Jody Hart, a retired teacher from Utah, handed the aged book to me. “You are going to identify with Leonard Covello.” I took her word for it as well as the book, The Heart is the Teacher, written by none other than Leonard Covello, copyright 1958.
Later that day, I started to read the first chapter, riveted to page after page. The biography of a nine-year-old youngster immigrating from Italy in the late 1890s with his family. Against all odds, he became a beloved teacher and principal in the teeming poverty-ridden melting pot of New York’s East Harlem. His anecdotes as an educator in a crime-ridden area captivated my imagination and my own passion to reach the most difficult students. That was Covello’s legacy. For half a century, he reached out to incorrigible delinquents from impoverished homes where little English was spoken. He changed most of those wild teens into productive citizens.

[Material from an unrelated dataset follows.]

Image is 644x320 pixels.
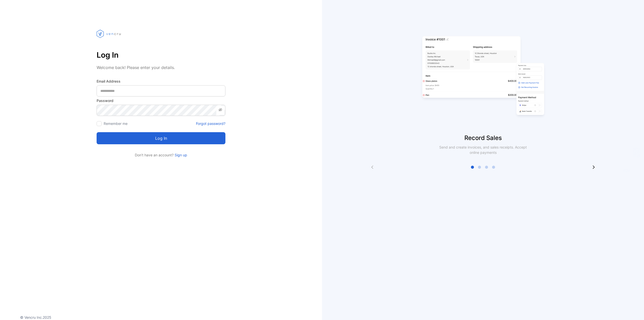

Covello believed in the power of the immigrant family. As both teacher and principal, he visited the homes of his students and walked the alleys and streets they claimed as playgrounds. Over a plate of spaghetti, he spoke the Italian dialect of the father and mother, explaining how an education could benefit their son more than an entry level job after eighth grade. He helped the fathers to understand that beating their sons did not make them into men, but only accelerated their anger. In the evenings, Covello taught English classes so the parents could assimilate into the culture. He did this despite personal losses and pain.
In the big-city slum of East Harlem in a tiny apartment called the Home Garden, Miss Ruddy, a home missionary, reached out to Covello and other ragamuffins of the neighborhood. Under her direction, they read books, put on plays, sang songs, and learned about the love of Jesus Christ in a personal way. “Mother of the Italians,” as Miss Ruddy was called, helped the immigrant families in times of sickness or disaster. She brought comfort to bewildered people in a strange land. Covello stated, “Of all of us who went to the Home Garden, not one, to my knowledge, ever became a criminal.” The influence of Miss Ruddy cannot be underestimated as she labored in a tough mission assignment.
“I am one who has suffered the degrading insults from racial slurs. I have known the hunger for food and the much greater hunger for knowledge. I have known fighting and stealing and the life of the back alleys and the city pavements, and also the life of the spirit at the mission house. I have known all these things, and if I had it to do all over again, it is hard to say what change, if any, I would make.” I read these words from Leonard Covello and knew that all the drama and trauma in my life had fashioned me into the type of teacher I would become. Like Leonard, there isn’t a thing I would change.
Thanks, Jody Hart, for introducing me to two diamonds in the tough New York East Harlem neighborhood.